The Substitute for the Clergyman Answers the King's Questions (The Priest and the Clerk) - AT 922

The type is also called "The king and the abbot". A king commands a bragging priest to appear before him and answer three questions correctly if he wants to keep his office. The priest is not good at answering questions, and therefore sends another person in his place, and he answers the questions so intelligently that he is rewarded with the priest's position.
      Many of the questions require measuring (counting) something that cannot be measured or counted. A few questions that are not included in this variant, are: "How many seconds are there in eternity?" "How far is it from fortune to misfortune?"
      The type is probably of Jewish origin. There are Arab sources from the 800s. Its first European literary treatment was in the 1200s.
      [THE TALE]


BØLGJE

Literature  
      Asbjørnsen, Peter, og Jørgen Moe.

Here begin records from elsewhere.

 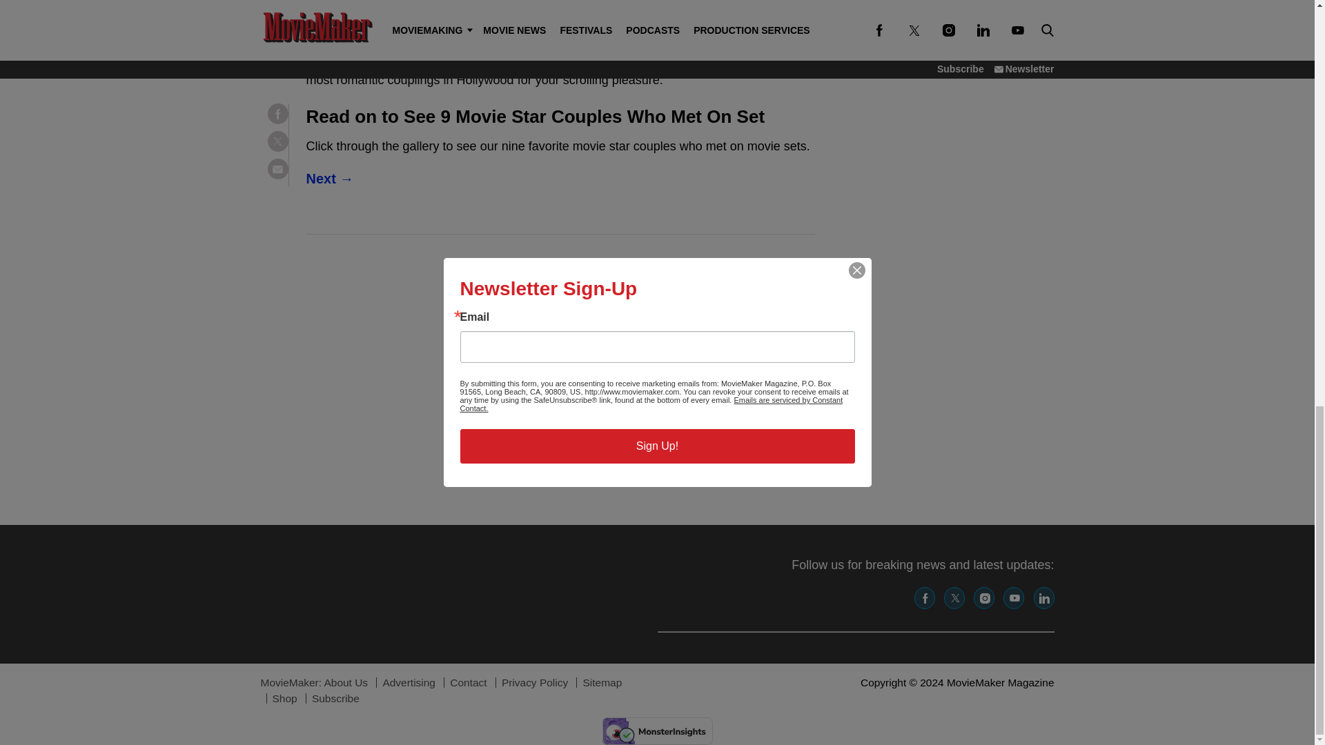 What do you see at coordinates (984, 598) in the screenshot?
I see `Follow us on Instagram` at bounding box center [984, 598].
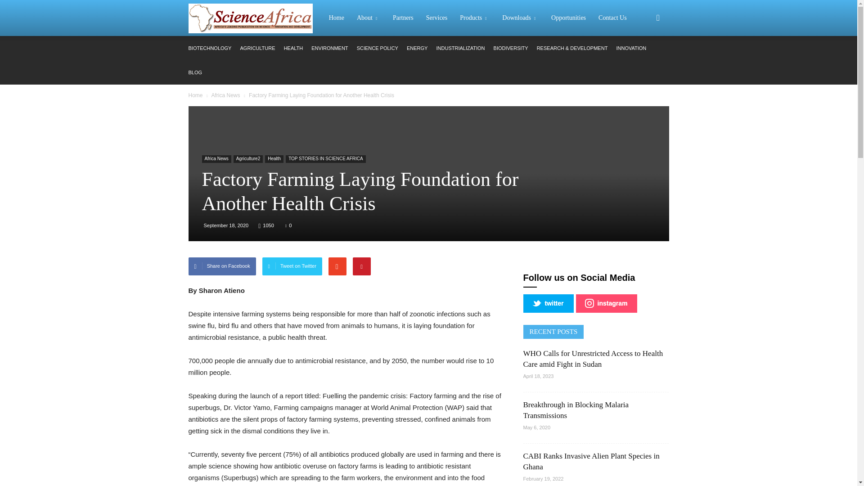 Image resolution: width=864 pixels, height=486 pixels. I want to click on Science Africa, so click(255, 18).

Samlede eventyr, bd 1-3. Oslo: Kunstnerutgaven, Gyldendal, 1965.
      Ashliman, D.: A Guide to Folktales in the English Language. New York: Greenwood, 1987.
      Bø, Olav, mfl, redr. Norske eventyr (Norwegian Fairy Tales). Oslo: Det Norske Samlaget, 1982.
      Dasent, George Webbe, tr. Asbjørnsen, Peter Christen and Jørgen Engebretsen Moe. East o' the Sun and West o' the Moon. Philadelphia: David McKay, 1921 [Here are 59 tales of about a hundred. Other translations and editions may contain the ones that are lacking in Dasen'ts translations, many of which are on-line. Compare the next item:]
      Dasent, George Webbe, tr. P. Chr. Asbjørnsen. Tales from the Fjeld. New York: Putnam, 1917?
      Hodne, Ørnulf: The Types of the Norwegian Folktale. Bergen: Universitetsforlaget, 1984.
      Uther, Hans-Jörg. The Types of International Folktales: A Classification and Bibliography Based on the System of Antti Aarne and Stith Thompson. Vols 1-3. FF Communications No. 284-86, Helsinki: Academia Scientiarum Fennica, 2004.